Swine flu, officially known as novel H1N1, is a influenza virus of swine origin that was first detected in humans in April. The strain is continuing to spread in many parts of the U. S., especially in the Northeast, according to a telephone briefing last week by officials at the federal Centers for Disease Control and Prevention.
The increased flu activity in the Northeastern U. S. is a rough estimate based on reports from sentinel health clinics that track what percent of their patients suffer from influenzalike symptoms.
The regular flu season usually winds down in June, but it’s expected that H1N1 flu activity will continue through the summer and into the fall, when the regular flu season starts again, according to the CDC.

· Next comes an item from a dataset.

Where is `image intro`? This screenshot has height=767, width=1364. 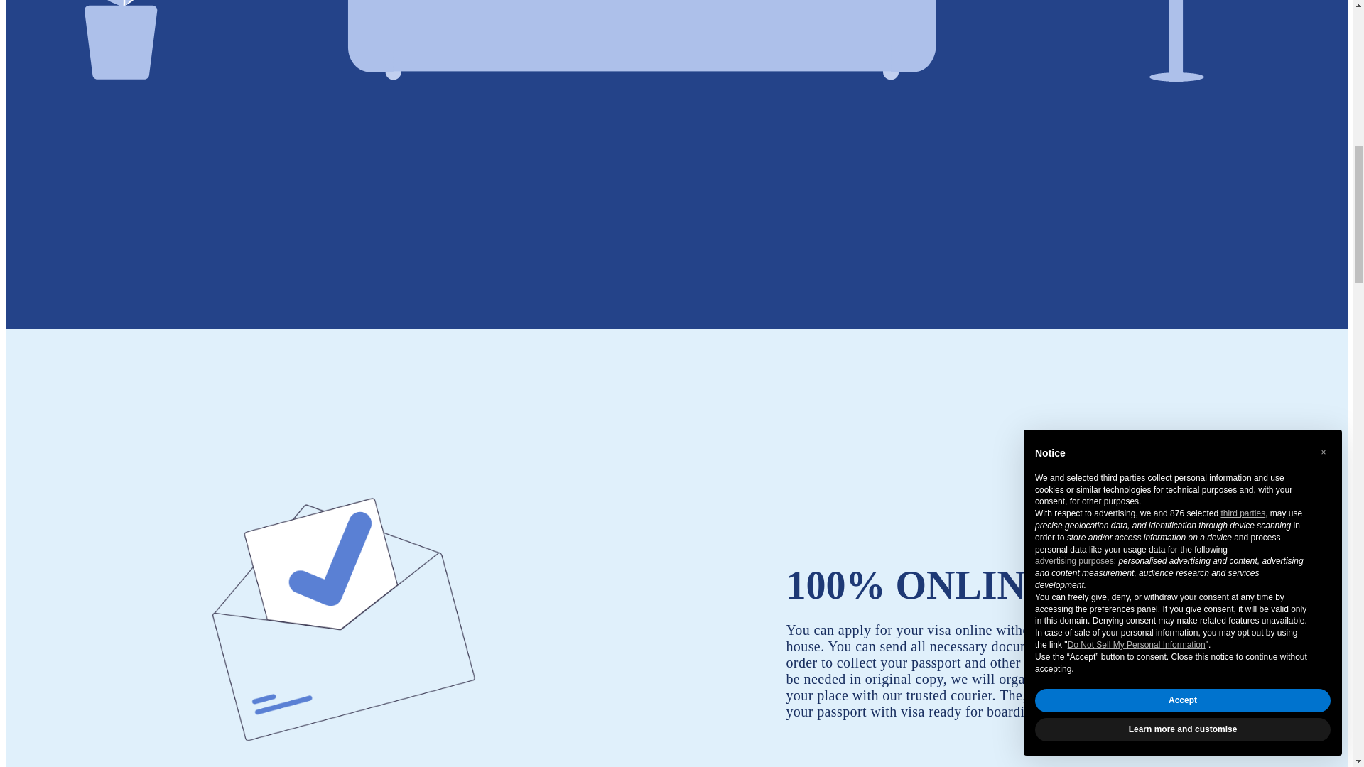
image intro is located at coordinates (665, 40).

As of Friday, there were 21,449 confirmed and probable cases of H1N1 flu in the U. S., including 166 in Erie County. However, these cases only reflect the illness’ spread. The actual number of people with the virus is significantly higher, probably in the hundreds of thousands, officials said at the briefing.
So far, public health officials have reported about 1,600 hospitalizations and 87 deaths nationwide from H1N1. The regular flu causes 36,000 deaths a year in the U. S.
The virus continues to hit mostly younger people, usually causing fever, cough, shortness of breath, fatigue and chills, symptoms similar to the regular flu. About 70 percent of the hospitalized patients have suffered from an existing underlying medical condition, such as asthma or diabetes, making them more at risk for complications, according to the CDC.
Information about whether Matthew Davis was healthy before coming down with the flu has not been publicly released.
Doctors do not know why the new strain of influenza seems to favor younger patients over the elderly, who typically are more at risk for complications from the regular flu. One theory is that older people may have been exposed to viruses similar to the new virus, giving their body’s disease-fighting immune system an advantage.
It is one of the unanswered questions about how H1N1 develops, what makes one person more at risk than another, and whether there are better ways of treating the disease.
Experts are worried about the new virus because no one knows if it is more or less dangerous than regular flu or if it will mutate later into a more lethal virus in a world population with little or no immunity to it.
“We need to know more,” said Judelsohn. “There have to be lessons learned day to day in case this virus becomes more virulent.”